Artwork

Ashley Newby and John E. Drabinski, Ashley Newby, and John E. Drabinski에서 제공하는 콘텐츠입니다. 에피소드, 그래픽, 팟캐스트 설명을 포함한 모든 팟캐스트 콘텐츠는 Ashley Newby and John E. Drabinski, Ashley Newby, and John E. Drabinski 또는 해당 팟캐스트 플랫폼 파트너가 직접 업로드하고 제공합니다. 누군가가 귀하의 허락 없이 귀하의 저작물을 사용하고 있다고 생각되는 경우 여기에 설명된 절차를 따르실 수 있습니다 https://ko.player.fm/legal.
Player FM -팟 캐스트 앱
Player FM 앱으로 오프라인으로 전환하세요!

Mary Hicks - Department of History, University of Chicago

55:03
 
공유
 

Manage episode 424888274 series 3573412
Ashley Newby and John E. Drabinski, Ashley Newby, and John E. Drabinski에서 제공하는 콘텐츠입니다. 에피소드, 그래픽, 팟캐스트 설명을 포함한 모든 팟캐스트 콘텐츠는 Ashley Newby and John E. Drabinski, Ashley Newby, and John E. Drabinski 또는 해당 팟캐스트 플랫폼 파트너가 직접 업로드하고 제공합니다. 누군가가 귀하의 허락 없이 귀하의 저작물을 사용하고 있다고 생각되는 경우 여기에 설명된 절차를 따르실 수 있습니다 https://ko.player.fm/legal.

This is John Drabinski and you’re listening to The Black Studies podcast, a Mellon grant sponsored series of conversations examining the history of the field. Our conversations engage with a wide range of activists and scholars - senior figures in the field, late doctoral students, and everyone in between, culture workers, and political organizers - in order to explore the cultural and political meaning of Black Studies as an area of inquiry and its critical methods.

Today’s conversation is with Mary Hicks, Associate Professor in the Department of History at the University of Chicago, where she teaches the history of the Black Atlantic and Latin America. Her research has been published in Slavery & Abolition, Journal of Global Slavery, and a number of collections on slavery, the Atlantic world, and the meaning of Black history. She is the author of Captive Cosmopolitans: Black Mariners and the World of Atlantic Slavery, 1721-1835, forthcoming with University of North Carolina Press. In this conversation, we discuss the past and future of Black Studies with particular attention to questions of language, everyday life as a form of resistance, and how the field of Black Studies calls us to rethink what we mean by archives and archival sources.

  continue reading

29 에피소드

Artwork
icon공유
 
Manage episode 424888274 series 3573412
Ashley Newby and John E. Drabinski, Ashley Newby, and John E. Drabinski에서 제공하는 콘텐츠입니다. 에피소드, 그래픽, 팟캐스트 설명을 포함한 모든 팟캐스트 콘텐츠는 Ashley Newby and John E. Drabinski, Ashley Newby, and John E. Drabinski 또는 해당 팟캐스트 플랫폼 파트너가 직접 업로드하고 제공합니다. 누군가가 귀하의 허락 없이 귀하의 저작물을 사용하고 있다고 생각되는 경우 여기에 설명된 절차를 따르실 수 있습니다 https://ko.player.fm/legal.

This is John Drabinski and you’re listening to The Black Studies podcast, a Mellon grant sponsored series of conversations examining the history of the field. Our conversations engage with a wide range of activists and scholars - senior figures in the field, late doctoral students, and everyone in between, culture workers, and political organizers - in order to explore the cultural and political meaning of Black Studies as an area of inquiry and its critical methods.

Today’s conversation is with Mary Hicks, Associate Professor in the Department of History at the University of Chicago, where she teaches the history of the Black Atlantic and Latin America. Her research has been published in Slavery & Abolition, Journal of Global Slavery, and a number of collections on slavery, the Atlantic world, and the meaning of Black history. She is the author of Captive Cosmopolitans: Black Mariners and the World of Atlantic Slavery, 1721-1835, forthcoming with University of North Carolina Press. In this conversation, we discuss the past and future of Black Studies with particular attention to questions of language, everyday life as a form of resistance, and how the field of Black Studies calls us to rethink what we mean by archives and archival sources.

  continue reading

29 에피소드

모든 에피소드

×
 
Loading …

플레이어 FM에 오신것을 환영합니다!

플레이어 FM은 웹에서 고품질 팟캐스트를 검색하여 지금 바로 즐길 수 있도록 합니다. 최고의 팟캐스트 앱이며 Android, iPhone 및 웹에서도 작동합니다. 장치 간 구독 동기화를 위해 가입하세요.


■ **Instructions to follow**
The records below must be transcribed precisely and in full.

■ **The data**
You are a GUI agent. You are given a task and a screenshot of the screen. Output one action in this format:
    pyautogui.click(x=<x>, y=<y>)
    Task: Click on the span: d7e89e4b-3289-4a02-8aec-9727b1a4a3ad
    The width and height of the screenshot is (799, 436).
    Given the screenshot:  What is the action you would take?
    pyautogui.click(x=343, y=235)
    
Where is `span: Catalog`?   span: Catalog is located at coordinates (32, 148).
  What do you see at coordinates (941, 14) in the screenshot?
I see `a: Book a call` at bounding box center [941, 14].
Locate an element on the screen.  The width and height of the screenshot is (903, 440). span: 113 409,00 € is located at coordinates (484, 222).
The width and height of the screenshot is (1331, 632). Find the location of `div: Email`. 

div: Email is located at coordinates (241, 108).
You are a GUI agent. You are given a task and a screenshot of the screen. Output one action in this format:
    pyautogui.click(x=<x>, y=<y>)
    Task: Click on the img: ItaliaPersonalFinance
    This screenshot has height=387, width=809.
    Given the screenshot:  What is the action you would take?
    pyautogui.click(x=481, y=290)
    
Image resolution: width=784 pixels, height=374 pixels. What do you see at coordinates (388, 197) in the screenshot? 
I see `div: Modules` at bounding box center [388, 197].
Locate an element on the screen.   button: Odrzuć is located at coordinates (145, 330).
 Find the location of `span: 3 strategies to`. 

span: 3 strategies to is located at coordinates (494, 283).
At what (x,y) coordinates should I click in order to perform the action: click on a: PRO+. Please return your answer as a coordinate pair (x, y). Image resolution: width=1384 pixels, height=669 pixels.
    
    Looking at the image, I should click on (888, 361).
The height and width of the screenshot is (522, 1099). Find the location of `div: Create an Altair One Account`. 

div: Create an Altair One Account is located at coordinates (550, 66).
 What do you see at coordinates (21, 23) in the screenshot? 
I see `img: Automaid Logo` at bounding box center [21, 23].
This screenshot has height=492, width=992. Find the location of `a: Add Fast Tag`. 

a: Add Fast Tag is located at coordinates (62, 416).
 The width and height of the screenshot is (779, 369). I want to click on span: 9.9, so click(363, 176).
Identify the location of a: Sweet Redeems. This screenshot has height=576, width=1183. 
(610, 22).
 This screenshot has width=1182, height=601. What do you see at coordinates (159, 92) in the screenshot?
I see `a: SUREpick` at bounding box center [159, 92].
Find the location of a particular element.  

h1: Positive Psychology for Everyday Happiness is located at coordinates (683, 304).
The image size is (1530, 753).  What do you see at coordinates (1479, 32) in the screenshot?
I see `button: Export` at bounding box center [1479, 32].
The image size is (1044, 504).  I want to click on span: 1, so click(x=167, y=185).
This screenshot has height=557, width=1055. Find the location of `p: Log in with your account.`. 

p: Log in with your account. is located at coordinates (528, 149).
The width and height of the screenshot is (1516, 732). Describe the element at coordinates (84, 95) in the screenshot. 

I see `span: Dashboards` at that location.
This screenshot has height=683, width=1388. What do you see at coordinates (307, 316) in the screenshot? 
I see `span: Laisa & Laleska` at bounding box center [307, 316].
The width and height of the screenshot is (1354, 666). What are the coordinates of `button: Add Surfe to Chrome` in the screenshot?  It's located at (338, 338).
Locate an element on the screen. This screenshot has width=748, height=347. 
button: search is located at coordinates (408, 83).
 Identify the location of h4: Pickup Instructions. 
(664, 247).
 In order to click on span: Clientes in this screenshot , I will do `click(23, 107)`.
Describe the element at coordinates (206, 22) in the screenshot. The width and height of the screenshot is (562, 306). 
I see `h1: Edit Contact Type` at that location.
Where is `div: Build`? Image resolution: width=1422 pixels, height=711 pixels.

■ **Output**
You are a GUI agent. You are given a task and a screenshot of the screen. Output one action in this format:
    pyautogui.click(x=<x>, y=<y>)
    Task: Click on the span: d7e89e4b-3289-4a02-8aec-9727b1a4a3ad
    The width and height of the screenshot is (799, 436).
    Given the screenshot:  What is the action you would take?
    pyautogui.click(x=343, y=235)
    
Where is `span: Catalog`?   span: Catalog is located at coordinates (32, 148).
  What do you see at coordinates (941, 14) in the screenshot?
I see `a: Book a call` at bounding box center [941, 14].
Locate an element on the screen.  The width and height of the screenshot is (903, 440). span: 113 409,00 € is located at coordinates (484, 222).
The width and height of the screenshot is (1331, 632). Find the location of `div: Email`. 

div: Email is located at coordinates (241, 108).
You are a GUI agent. You are given a task and a screenshot of the screen. Output one action in this format:
    pyautogui.click(x=<x>, y=<y>)
    Task: Click on the img: ItaliaPersonalFinance
    This screenshot has height=387, width=809.
    Given the screenshot:  What is the action you would take?
    pyautogui.click(x=481, y=290)
    
Image resolution: width=784 pixels, height=374 pixels. What do you see at coordinates (388, 197) in the screenshot? 
I see `div: Modules` at bounding box center [388, 197].
Locate an element on the screen.   button: Odrzuć is located at coordinates (145, 330).
 Find the location of `span: 3 strategies to`. 

span: 3 strategies to is located at coordinates (494, 283).
At what (x,y) coordinates should I click in order to perform the action: click on a: PRO+. Please return your answer as a coordinate pair (x, y). Image resolution: width=1384 pixels, height=669 pixels.
    
    Looking at the image, I should click on (888, 361).
The height and width of the screenshot is (522, 1099). Find the location of `div: Create an Altair One Account`. 

div: Create an Altair One Account is located at coordinates (550, 66).
 What do you see at coordinates (21, 23) in the screenshot? 
I see `img: Automaid Logo` at bounding box center [21, 23].
This screenshot has height=492, width=992. Find the location of `a: Add Fast Tag`. 

a: Add Fast Tag is located at coordinates (62, 416).
 The width and height of the screenshot is (779, 369). I want to click on span: 9.9, so click(363, 176).
Identify the location of a: Sweet Redeems. This screenshot has height=576, width=1183. 
(610, 22).
 This screenshot has width=1182, height=601. What do you see at coordinates (159, 92) in the screenshot?
I see `a: SUREpick` at bounding box center [159, 92].
Find the location of a particular element.  

h1: Positive Psychology for Everyday Happiness is located at coordinates (683, 304).
The image size is (1530, 753).  What do you see at coordinates (1479, 32) in the screenshot?
I see `button: Export` at bounding box center [1479, 32].
The image size is (1044, 504).  I want to click on span: 1, so click(x=167, y=185).
This screenshot has height=557, width=1055. Find the location of `p: Log in with your account.`. 

p: Log in with your account. is located at coordinates (528, 149).
The width and height of the screenshot is (1516, 732). Describe the element at coordinates (84, 95) in the screenshot. 

I see `span: Dashboards` at that location.
This screenshot has height=683, width=1388. What do you see at coordinates (307, 316) in the screenshot? 
I see `span: Laisa & Laleska` at bounding box center [307, 316].
The width and height of the screenshot is (1354, 666). What are the coordinates of `button: Add Surfe to Chrome` in the screenshot?  It's located at (338, 338).
Locate an element on the screen. This screenshot has width=748, height=347. 
button: search is located at coordinates (408, 83).
 Identify the location of h4: Pickup Instructions. 
(664, 247).
 In order to click on span: Clientes in this screenshot , I will do `click(23, 107)`.
Describe the element at coordinates (206, 22) in the screenshot. The width and height of the screenshot is (562, 306). 
I see `h1: Edit Contact Type` at that location.
Where is `div: Build`? Image resolution: width=1422 pixels, height=711 pixels.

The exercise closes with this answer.